Despite marketers’ best intentions to weed out e-mail spam, they are sometimes the victim of phishing or spoofing campaigns whereby a spammer uses their information to send fake e-mails to consumers, sullying their name and customer goodwill. The task of rooting out such spam often falls to the service providers, such as Google and Yahoo, but these services are far from fool-proof.
On Monday, Return Path rolled out a service designed to give marketers more control over this process. “Domain Assurance” is an e-mail authentication service designed to prevent phishing or spoofing e-mail from reaching the inbox. The service conducts a companywide e-mail domain audit to ensure each sender within the company – whether mailing transactional, marketing or corporate e-mail – is authenticated. These “authenticated” domain names then go into a registry that the Internet service providers (ISPs) and other e-mail inbox providers can access to determine whether the e-mail headed to your inbox is coming from the company it says it is. If anything looks remiss, i.e., the domain name is incorrect, the service provider can block the e-mail from the intended victim’s inbox.
The service, which Return Path first debuted in beta last June, also provides clients with alerts about fraudulent e-mails and other e-mail intelligence on phishing and other scams related to their domain.
“We’re using it to instill trust in our card holders, and if people trust our messages they’re more likely to take an action,” said Nathan Fehler, e-mail marketing manger at prepaid debit card issuer NetSpend, a Domain Assurance user. “It alerts you to internal set up challenges or issues, as well as external threats.”
Financial services companies can be particularly prone to such e-mail phishing scams, noted Sam Masiello, Return Path’s general manager and chief security officer who joined the company this month from McAfee.

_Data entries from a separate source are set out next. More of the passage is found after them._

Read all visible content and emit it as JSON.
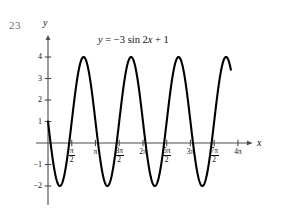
{
  "problem_number": "23",
  "equation": {
    "lhs": "y",
    "eq": " = −3 sin 2",
    "var": "x",
    "rhs": " + 1",
    "full": "y = −3 sin 2x + 1"
  },
  "axes": {
    "y_axis_label": "y",
    "x_axis_label": "x"
  },
  "chart_data": {
    "type": "line",
    "title": "y = −3 sin 2x + 1",
    "xlabel": "x",
    "ylabel": "y",
    "function": "y = -3*sin(2*x) + 1",
    "amplitude": 3,
    "period": "π",
    "midline": 1,
    "maximum": 4,
    "minimum": -2,
    "reflected": true,
    "grid": false,
    "legend": "none",
    "xlim": [
      0,
      12.566370614359172
    ],
    "ylim": [
      -2.6,
      4.6
    ],
    "x_domain_drawn": [
      0,
      12.1
    ],
    "y_ticks": [
      {
        "value": 4,
        "label": "4"
      },
      {
        "value": 3,
        "label": "3"
      },
      {
        "value": 2,
        "label": "2"
      },
      {
        "value": 1,
        "label": "1"
      },
      {
        "value": -1,
        "label": "−1"
      },
      {
        "value": -2,
        "label": "−2"
      }
    ],
    "x_ticks": [
      {
        "value": 1.5707963,
        "num": "π",
        "den": "2",
        "label": "π/2",
        "fraction": true
      },
      {
        "value": 3.1415927,
        "num": "π",
        "den": "",
        "label": "π",
        "fraction": false
      },
      {
        "value": 4.712389,
        "num": "3π",
        "den": "2",
        "label": "3π/2",
        "fraction": true
      },
      {
        "value": 6.2831853,
        "num": "2π",
        "den": "",
        "label": "2π",
        "fraction": false
      },
      {
        "value": 7.8539816,
        "num": "5π",
        "den": "2",
        "label": "5π/2",
        "fraction": true
      },
      {
        "value": 9.424778,
        "num": "3π",
        "den": "",
        "label": "3π",
        "fraction": false
      },
      {
        "value": 10.9955743,
        "num": "7π",
        "den": "2",
        "label": "7π/2",
        "fraction": true
      },
      {
        "value": 12.5663706,
        "num": "4π",
        "den": "",
        "label": "4π",
        "fraction": false
      }
    ],
    "key_points": [
      {
        "x": 0,
        "y": 1,
        "note": "start / midline"
      },
      {
        "x": 0.7853982,
        "y": -2,
        "note": "minimum"
      },
      {
        "x": 1.5707963,
        "y": 1,
        "note": "midline crossing"
      },
      {
        "x": 2.3561945,
        "y": 4,
        "note": "maximum"
      },
      {
        "x": 3.1415927,
        "y": 1,
        "note": "midline crossing"
      },
      {
        "x": 3.9269908,
        "y": -2,
        "note": "minimum"
      },
      {
        "x": 5.4977871,
        "y": 4,
        "note": "maximum"
      },
      {
        "x": 7.0685835,
        "y": -2,
        "note": "minimum"
      },
      {
        "x": 8.6393798,
        "y": 4,
        "note": "maximum"
      },
      {
        "x": 10.2101761,
        "y": -2,
        "note": "minimum"
      },
      {
        "x": 11.7809725,
        "y": 4,
        "note": "maximum"
      },
      {
        "x": 12.1,
        "y": 1.0,
        "note": "curve end"
      }
    ],
    "colors": {
      "curve": "#000000",
      "axis": "#4a4a4a",
      "text": "#111111",
      "problem_number": "#6b6b6b",
      "background": "#ffffff"
    }
  }
}
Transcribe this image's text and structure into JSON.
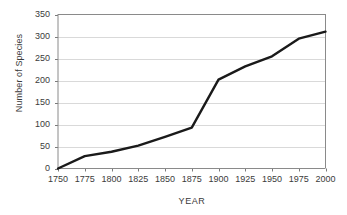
{
  "chart_data": {
    "type": "line",
    "title": "",
    "xlabel": "YEAR",
    "ylabel": "Number of Species",
    "x": [
      1750,
      1775,
      1800,
      1825,
      1850,
      1875,
      1900,
      1925,
      1950,
      1975,
      2000
    ],
    "values": [
      0,
      28,
      38,
      52,
      72,
      93,
      202,
      232,
      255,
      295,
      311
    ],
    "series": [
      {
        "name": "Number of Species",
        "values": [
          0,
          28,
          38,
          52,
          72,
          93,
          202,
          232,
          255,
          295,
          311
        ],
        "color": "#1a1a1a"
      }
    ],
    "xlim": [
      1750,
      2000
    ],
    "ylim": [
      0,
      350
    ],
    "x_ticks": [
      "1750",
      "1775",
      "1800",
      "1825",
      "1850",
      "1875",
      "1900",
      "1925",
      "1950",
      "1975",
      "2000"
    ],
    "y_ticks": [
      "0",
      "50",
      "100",
      "150",
      "200",
      "250",
      "300",
      "350"
    ],
    "grid": "horizontal",
    "legend": "none",
    "grid_color": "#d9d9d9",
    "axis_color": "#7a7a7a",
    "background": "#ffffff"
  }
}
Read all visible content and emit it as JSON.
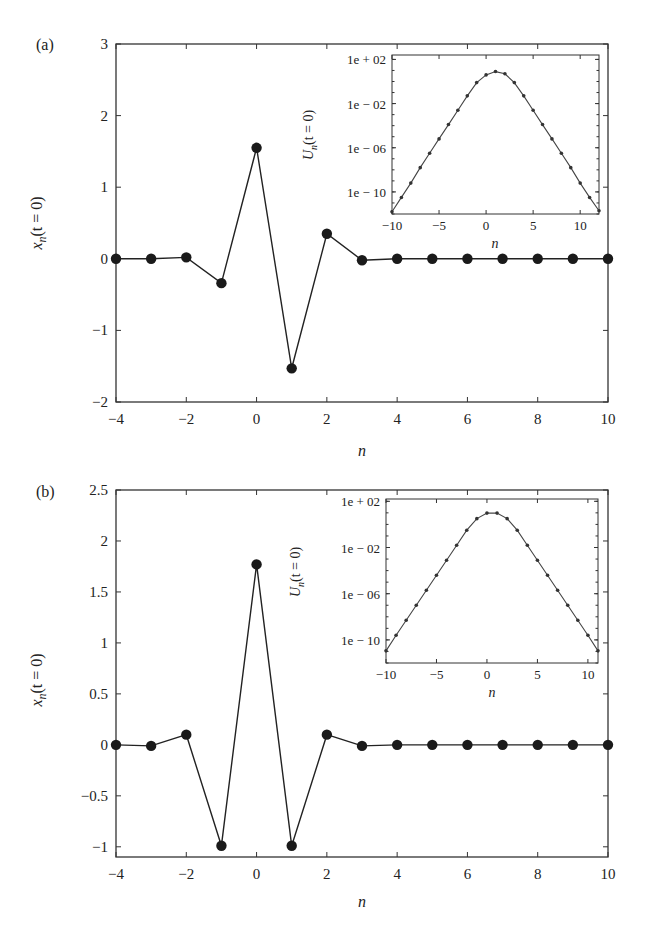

However, interest in Domain Assurance has come from a swath of industries, he said, including daily deal sites, large gaming companies and large hotel companies.
“Phishing and spoofing is a huge problem,” he said. “It can cause huge damage to a brand’s reputation.”
Return Path also said Google is working with the program, in addition to Yahoo, Tucows and Cloudmark.
Fehler pointed out that the task of blocking fraudulent e-mail typically sits with the ISP, but NetSpend has additional protections in place through Domain Assurance.
“The ISPs are supposed to be doing this on their own,” he said. “They should be doing this, but a lot of it is falling through.”
Anne Mitchell, CEO and president of the Institute for Social Internet Public Policy (ISIPP), which offers e-mail accreditation services through its SuretyMail, suggested NetSpend might be in the minority when it comes to taking its e-mail marketing to this level of assurance.
“The people who care about the actual authentication of sending systems, it’s not the marketers that care about that, it’s the receivers,” she said. “That’s because they’re the ones being deluged with this incoming e-mail and they need a way to quickly differentiate, to triage, ‘Which ones should we pay attention to?’”
SuretyMail authenticates its customers’ e-mail in a three-step process whereby the provider can look for the domain name and its corresponding IP address, as well as an IP address embedded in the e-mail’s sending header. It works with “all the major ISPs,” according to Mitchell.
“So someone can spoof one of those things but not all three of those,” she added. “It’s a system of checks and balances.”